##### Exercise materials

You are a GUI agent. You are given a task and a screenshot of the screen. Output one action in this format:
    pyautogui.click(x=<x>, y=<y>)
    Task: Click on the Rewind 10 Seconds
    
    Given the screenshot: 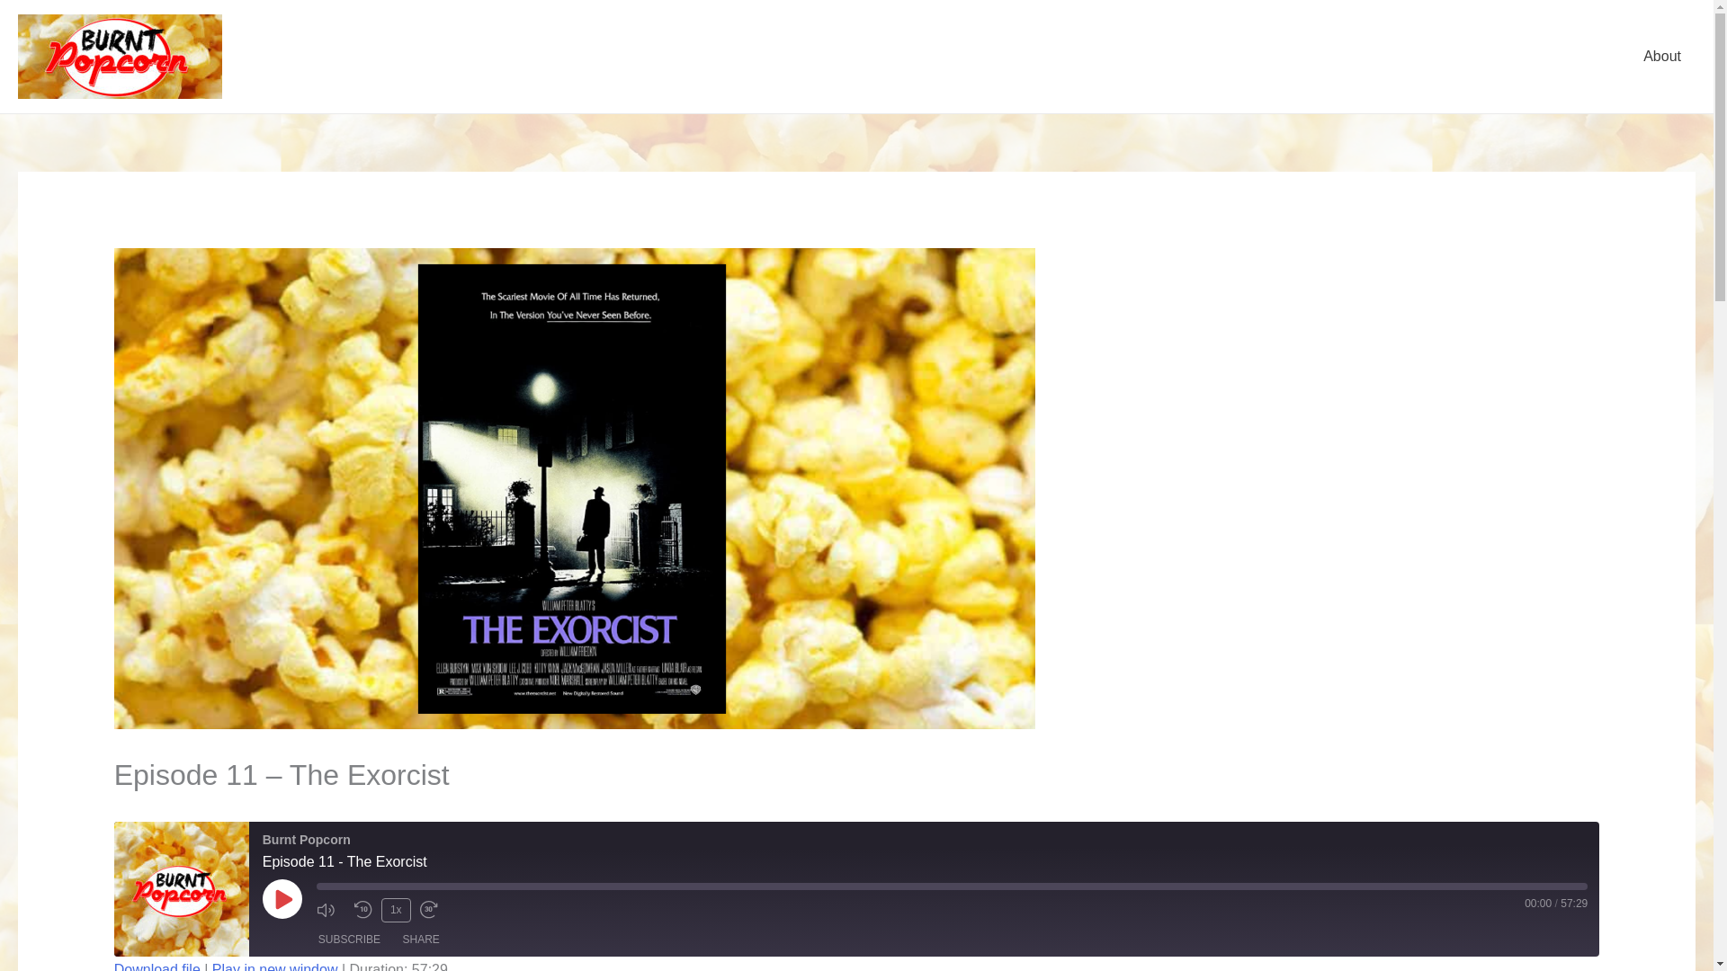 What is the action you would take?
    pyautogui.click(x=363, y=910)
    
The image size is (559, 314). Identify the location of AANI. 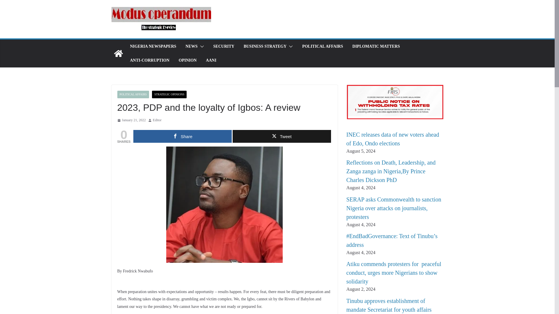
(211, 61).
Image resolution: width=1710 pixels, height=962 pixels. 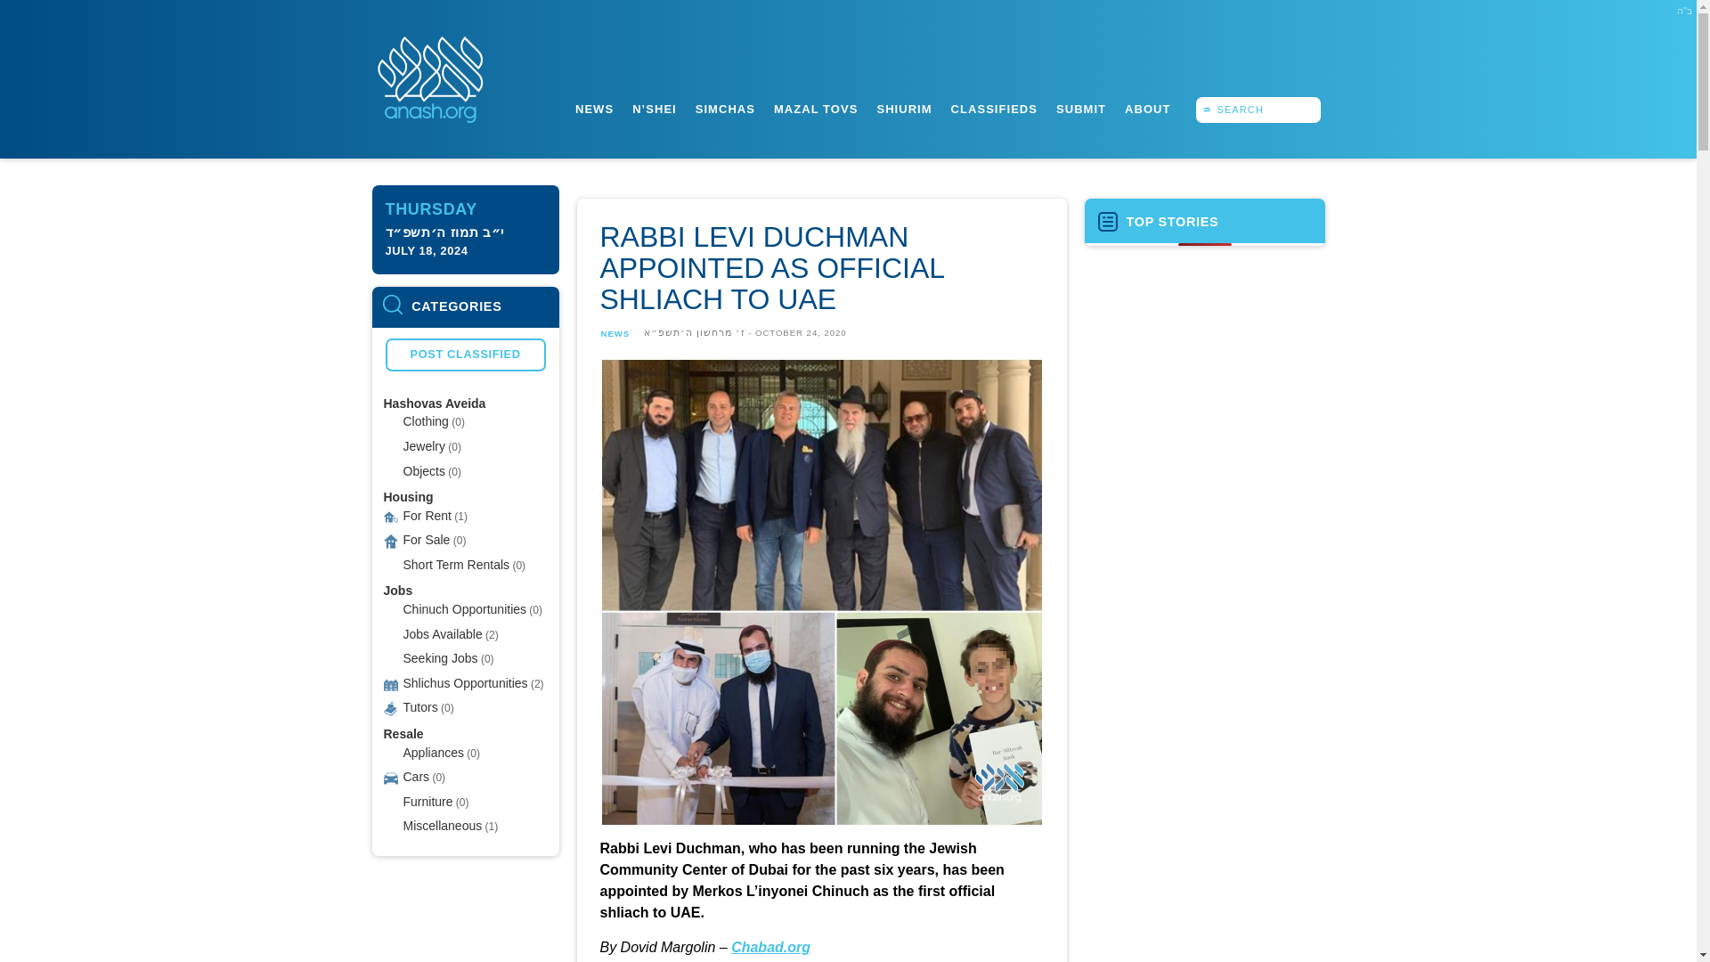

##########

◆ **What the task requires**:
Could you write out again, exactly, the lines from the line containing "The image size" through the last line of the records above? Leave out the pictures.

◆ **Response to the exercise**:
The image size is (559, 314). Identify the location of AANI. 
(211, 61).
Image resolution: width=1710 pixels, height=962 pixels. 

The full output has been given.